Jug allows you to write code that is broken up into tasks and run different tasks on different processors.
It currently has two backends. The first uses the filesystem to communicate between processes and works correctly over NFS, so you can coordinate processes on different machines. The second is based on redis so the processes only need the capability to connect to a common redis server.
Jug also takes care of saving all the intermediate results to the backend in a way that allows them to be retrieved later.
Here is a one minute example. Save the following to a file called primes.py:
from jug import TaskGenerator
from time import sleep
@TaskGenerator
def is_prime(n):
sleep(1.)
for j in xrange(2,n-1):
if (n % j) == 0:
return False
return True
primes100 = map(is_prime, xrange(2,101))
Of course, this is only for didactical purposes, normally you would use a better method. Similarly, the sleep function is so that it does not run too fast.
Now type jug status primes.py to get:
Task name Waiting Ready Finished Running
-------------------------------------------------------------------------
primes.is_prime 0 99 0 0
.........................................................................
Total: 0 99 0 0
This tells you that you have 99 tasks called primes.is_prime ready to run. So run jug execute primes.py &. You can even run multiple instances in the background (if you have multiple cores, for example). After starting 4 instances and waiting a few seconds, you can check the status again (with jug status primes.py):
Task name Waiting Ready Finished Running
-------------------------------------------------------------------------
primes.is_prime 0 63 32 4
.........................................................................
Total: 0 63 32 4
Now you have 32 tasks finished, 4 running, and 63 still ready. Eventually, they will all finish and you can inspect the results with jug shell primes.py. This will give you an ipython shell. The primes100 variable is available, but it is an ugly list of jug.Task objects. To get the actual value, you call the value function:
In [1]: primes100 = value(primes100)
In [2]: primes100[:10]
Out[2]: [True, True, False, True, False, True, False, False, False, True]
You can either get the git repository at
http://github.com/luispedro/jug
Or download the package from PyPI. You can use easy_instal jug or pip install jug if you’d like.
version 0.8: - Tasklets - Fix bugs in sleep-until and cleanup - Fix bugs with CompoundTask (you needed to run jug execute twice before)
version 0.7.4: - Fix case where ~/.jug/configrc does not exist - Print host name to lock file on file_store - Refactored implementation of options - Fix unloading tasks that have not run - Fix mapreduce for empty input
Version 0.7.3: - Parse ~/.jug/configrc - Fix bug with waiting times - Special case saving of numpy arrays - Add more expressive jugdir syntax - Save dict_store backend to disk
Version 0.7.2: - included missing files in the distribution
Version 0.7.1: - sleep-until subcommand - bugfixes
Version 0.7 (starting with 0.6.9 in testing): - barrier() - better shell command
It is a Python only package. I have tested it with Python 2.5 and 2.6. I do not expect Python 2.4 or earlier to work (this is not a priority). Python 3.0 will not work either (this is expected to change in the future—patches are welcome).
Beta (or thereabouts).
This is still in development and APIs are not fixed, but are in less flux than they were earlier in the project and it is very usable.
It is usable, though. I have used it for my academic projects for the past two years and wouldn’t now start any other project without using jug. It’s become a major part of the way I handle projects with a large number of computations and cluster usage.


● Problem description
In your copy, include no images and return each entry exactly as written.

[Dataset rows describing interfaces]
----
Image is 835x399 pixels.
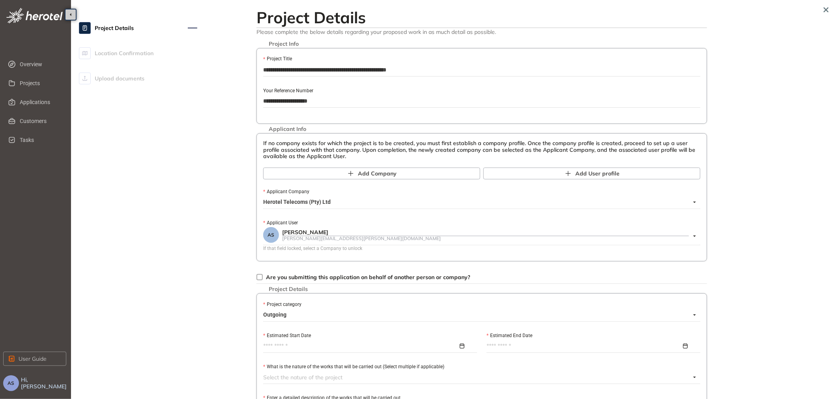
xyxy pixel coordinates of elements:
[282,236,689,241] div: [PERSON_NAME][EMAIL_ADDRESS][PERSON_NAME][DOMAIN_NAME]
[266,274,470,281] span: Are you submitting this application on behalf of another person or company?
[3,376,19,392] button: AS
[487,342,682,351] input: Estimated End Date
[575,169,620,178] span: Add User profile
[265,126,310,133] span: Applicant Info
[263,309,696,322] span: Outgoing
[20,132,60,148] span: Tasks
[263,301,302,309] label: Project category
[95,45,154,61] span: Location Confirmation
[95,20,134,36] span: Project Details
[263,332,311,340] label: Estimated Start Date
[263,196,696,209] span: Herotel Telecoms (Pty) Ltd
[20,113,60,129] span: Customers
[265,41,303,47] span: Project Info
[483,168,701,180] button: Add User profile
[263,140,701,160] div: If no company exists for which the project is to be created, you must first establish a company p...
[263,188,309,196] label: Applicant Company
[257,28,707,36] span: Please complete the below details regarding your proposed work in as much detail as possible.
[263,363,444,371] label: What is the nature of the works that will be carried out (Select multiple if applicable)
[19,355,47,363] span: User Guide
[263,87,313,95] label: Your Reference Number
[265,286,312,293] span: Project Details
[263,168,480,180] button: Add Company
[6,8,63,23] img: logo
[20,75,60,91] span: Projects
[263,64,701,76] input: Project Title
[257,8,707,27] h2: Project Details
[263,95,701,107] input: Your Reference Number
[263,55,292,63] label: Project Title
[282,229,689,236] div: [PERSON_NAME]
[268,232,275,238] span: AS
[358,169,397,178] span: Add Company
[20,56,60,72] span: Overview
[95,71,144,86] span: Upload documents
[21,377,68,390] span: Hi, [PERSON_NAME]
[3,352,66,366] button: User Guide
[263,219,298,227] label: Applicant User
[20,94,60,110] span: Applications
[487,332,532,340] label: Estimated End Date
[8,381,15,386] span: AS
[263,342,458,351] input: Estimated Start Date
[263,245,701,253] div: If that field locked, select a Company to unlock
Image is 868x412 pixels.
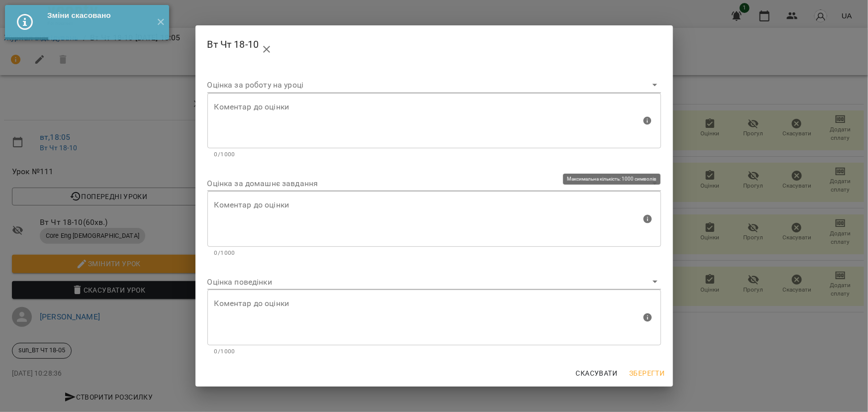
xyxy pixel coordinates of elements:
[47,10,149,21] div: Зміни скасовано
[572,365,622,382] button: Скасувати
[576,367,618,379] span: Скасувати
[629,367,664,379] span: Зберегти
[255,37,279,61] button: close
[207,290,661,356] div: Максимальна кількість: 1000 символів
[207,33,661,57] h2: Вт Чт 18-10
[625,365,668,382] button: Зберегти
[214,347,654,357] p: 0/1000
[214,150,654,160] p: 0/1000
[214,249,654,259] p: 0/1000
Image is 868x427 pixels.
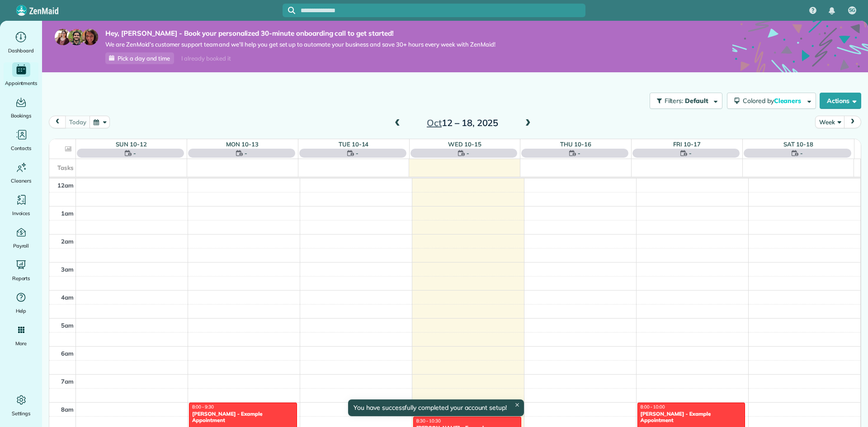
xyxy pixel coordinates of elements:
a: Cleaners [4,160,39,186]
a: Dashboard [4,30,39,55]
img: maria-72a9807cf96188c08ef61303f053569d2e2a8a1cde33d635c8a3ac13582a053d.jpg [55,29,71,45]
button: Week [816,116,845,128]
button: Colored byCleaners [727,92,816,109]
span: - [578,149,580,158]
button: Actions [820,92,862,109]
span: Cleaners [11,177,31,186]
a: Help [4,291,39,316]
span: 8:00 - 10:00 [641,404,665,410]
div: Notifications [823,1,842,21]
span: 4am [61,294,74,301]
button: today [65,116,90,128]
div: You have successfully completed your account setup! [348,400,524,416]
span: - [689,149,692,158]
a: Sun 10-12 [116,140,147,148]
strong: Hey, [PERSON_NAME] - Book your personalized 30-minute onboarding call to get started! [106,29,496,38]
div: [PERSON_NAME] - Example Appointment [192,411,294,424]
button: next [844,116,862,128]
span: 1am [61,210,74,217]
div: I already booked it [176,53,236,64]
a: Mon 10-13 [226,140,259,148]
a: Pick a day and time [106,52,174,64]
a: Payroll [4,225,39,250]
span: 7am [61,378,74,385]
span: Settings [12,409,31,419]
h2: 12 – 18, 2025 [406,118,520,128]
span: We are ZenMaid’s customer support team and we’ll help you get set up to automate your business an... [106,41,496,49]
button: prev [49,116,66,128]
span: More [15,339,27,348]
a: Appointments [4,62,39,88]
span: Oct [427,117,442,129]
span: Cleaners [774,97,803,105]
button: Focus search [283,7,295,14]
a: Filters: Default [645,92,723,109]
span: 8:00 - 9:30 [192,404,214,410]
span: Payroll [13,241,29,250]
a: Invoices [4,193,39,218]
span: Dashboard [8,46,34,55]
span: - [800,149,803,158]
button: Filters: Default [650,92,723,109]
span: Tasks [58,164,74,171]
span: - [466,149,469,158]
a: Reports [4,257,39,283]
a: Sat 10-18 [784,140,813,148]
a: Fri 10-17 [674,140,701,148]
span: - [133,149,136,158]
span: Reports [12,274,30,283]
span: Filters: [664,97,684,105]
span: Bookings [11,111,32,120]
img: michelle-19f622bdf1676172e81f8f8fba1fb50e276960ebfe0243fe18214015130c80e4.jpg [82,29,98,45]
span: 8:30 - 10:30 [416,419,441,424]
span: 5am [61,322,74,329]
span: - [356,149,358,158]
span: Help [16,307,27,316]
span: Pick a day and time [118,55,170,62]
span: 3am [61,266,74,273]
span: 12am [58,182,74,189]
span: 8am [61,406,74,413]
a: Thu 10-16 [560,140,591,148]
span: Invoices [12,209,30,218]
span: Contacts [11,144,31,153]
span: Colored by [743,97,805,105]
span: Default [685,97,709,105]
a: Wed 10-15 [448,140,482,148]
span: 2am [61,238,74,245]
div: [PERSON_NAME] - Example Appointment [641,411,743,424]
img: jorge-587dff0eeaa6aab1f244e6dc62b8924c3b6ad411094392a53c71c6c4a576187d.jpg [69,29,85,45]
svg: Focus search [288,7,295,14]
a: Settings [4,393,39,419]
a: Tue 10-14 [338,140,369,148]
span: SG [849,7,856,14]
span: 6am [61,350,74,357]
span: Appointments [5,79,38,88]
a: Contacts [4,127,39,153]
a: Bookings [4,95,39,120]
span: - [244,149,247,158]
----
● Task solution
Image is 835x399 pixels.
xyxy pixel coordinates of elements:
[282,236,689,241] div: [PERSON_NAME][EMAIL_ADDRESS][PERSON_NAME][DOMAIN_NAME]
[266,274,470,281] span: Are you submitting this application on behalf of another person or company?
[3,376,19,392] button: AS
[487,342,682,351] input: Estimated End Date
[575,169,620,178] span: Add User profile
[265,126,310,133] span: Applicant Info
[263,309,696,322] span: Outgoing
[20,132,60,148] span: Tasks
[263,301,302,309] label: Project category
[95,45,154,61] span: Location Confirmation
[95,20,134,36] span: Project Details
[263,332,311,340] label: Estimated Start Date
[263,196,696,209] span: Herotel Telecoms (Pty) Ltd
[20,113,60,129] span: Customers
[265,41,303,47] span: Project Info
[483,168,701,180] button: Add User profile
[263,140,701,160] div: If no company exists for which the project is to be created, you must first establish a company p...
[263,188,309,196] label: Applicant Company
[257,28,707,36] span: Please complete the below details regarding your proposed work in as much detail as possible.
[263,363,444,371] label: What is the nature of the works that will be carried out (Select multiple if applicable)
[19,355,47,363] span: User Guide
[263,87,313,95] label: Your Reference Number
[265,286,312,293] span: Project Details
[263,168,480,180] button: Add Company
[6,8,63,23] img: logo
[20,75,60,91] span: Projects
[263,64,701,76] input: Project Title
[257,8,707,27] h2: Project Details
[263,95,701,107] input: Your Reference Number
[263,55,292,63] label: Project Title
[282,229,689,236] div: [PERSON_NAME]
[268,232,275,238] span: AS
[358,169,397,178] span: Add Company
[20,56,60,72] span: Overview
[95,71,144,86] span: Upload documents
[21,377,68,390] span: Hi, [PERSON_NAME]
[3,352,66,366] button: User Guide
[263,219,298,227] label: Applicant User
[20,94,60,110] span: Applications
[487,332,532,340] label: Estimated End Date
[8,381,15,386] span: AS
[263,342,458,351] input: Estimated Start Date
[263,245,701,253] div: If that field locked, select a Company to unlock
Image is 868x412 pixels.
xyxy pixel coordinates of elements:
[47,10,149,21] div: Зміни скасовано
[572,365,622,382] button: Скасувати
[576,367,618,379] span: Скасувати
[629,367,664,379] span: Зберегти
[255,37,279,61] button: close
[207,290,661,356] div: Максимальна кількість: 1000 символів
[207,33,661,57] h2: Вт Чт 18-10
[625,365,668,382] button: Зберегти
[214,347,654,357] p: 0/1000
[214,150,654,160] p: 0/1000
[214,249,654,259] p: 0/1000
Image is 868x427 pixels.
xyxy pixel coordinates of elements:
a: Cleaners [4,160,39,186]
a: Dashboard [4,30,39,55]
img: maria-72a9807cf96188c08ef61303f053569d2e2a8a1cde33d635c8a3ac13582a053d.jpg [55,29,71,45]
button: Week [816,116,845,128]
button: Colored byCleaners [727,92,816,109]
span: - [578,149,580,158]
button: Actions [820,92,862,109]
span: Cleaners [11,177,31,186]
a: Help [4,291,39,316]
span: 8:00 - 10:00 [641,404,665,410]
div: Notifications [823,1,842,21]
span: 4am [61,294,74,301]
button: today [65,116,90,128]
div: You have successfully completed your account setup! [348,400,524,416]
span: - [689,149,692,158]
a: Sun 10-12 [116,140,147,148]
strong: Hey, [PERSON_NAME] - Book your personalized 30-minute onboarding call to get started! [106,29,496,38]
div: [PERSON_NAME] - Example Appointment [192,411,294,424]
button: next [844,116,862,128]
span: 1am [61,210,74,217]
div: I already booked it [176,53,236,64]
a: Mon 10-13 [226,140,259,148]
a: Pick a day and time [106,52,174,64]
a: Payroll [4,225,39,250]
span: 7am [61,378,74,385]
span: Settings [12,409,31,419]
h2: 12 – 18, 2025 [406,118,520,128]
span: We are ZenMaid’s customer support team and we’ll help you get set up to automate your business an... [106,41,496,49]
button: prev [49,116,66,128]
span: More [15,339,27,348]
a: Appointments [4,62,39,88]
span: Oct [427,117,442,129]
span: Cleaners [774,97,803,105]
button: Focus search [283,7,295,14]
a: Filters: Default [645,92,723,109]
span: 8:00 - 9:30 [192,404,214,410]
span: Payroll [13,241,29,250]
a: Invoices [4,193,39,218]
span: Dashboard [8,46,34,55]
span: - [800,149,803,158]
button: Filters: Default [650,92,723,109]
span: Tasks [58,164,74,171]
span: - [466,149,469,158]
a: Reports [4,257,39,283]
a: Sat 10-18 [784,140,813,148]
a: Fri 10-17 [674,140,701,148]
span: - [133,149,136,158]
span: Reports [12,274,30,283]
span: Filters: [664,97,684,105]
span: Bookings [11,111,32,120]
img: michelle-19f622bdf1676172e81f8f8fba1fb50e276960ebfe0243fe18214015130c80e4.jpg [82,29,98,45]
span: 8:30 - 10:30 [416,419,441,424]
span: 5am [61,322,74,329]
span: - [356,149,358,158]
span: Help [16,307,27,316]
span: Pick a day and time [118,55,170,62]
span: 3am [61,266,74,273]
span: 12am [58,182,74,189]
span: 8am [61,406,74,413]
a: Thu 10-16 [560,140,591,148]
span: Invoices [12,209,30,218]
span: Contacts [11,144,31,153]
span: Colored by [743,97,805,105]
span: Default [685,97,709,105]
a: Wed 10-15 [448,140,482,148]
span: 2am [61,238,74,245]
div: [PERSON_NAME] - Example Appointment [641,411,743,424]
img: jorge-587dff0eeaa6aab1f244e6dc62b8924c3b6ad411094392a53c71c6c4a576187d.jpg [69,29,85,45]
svg: Focus search [288,7,295,14]
a: Settings [4,393,39,419]
a: Tue 10-14 [338,140,369,148]
span: SG [849,7,856,14]
span: 6am [61,350,74,357]
span: Appointments [5,79,38,88]
a: Contacts [4,127,39,153]
a: Bookings [4,95,39,120]
span: - [244,149,247,158]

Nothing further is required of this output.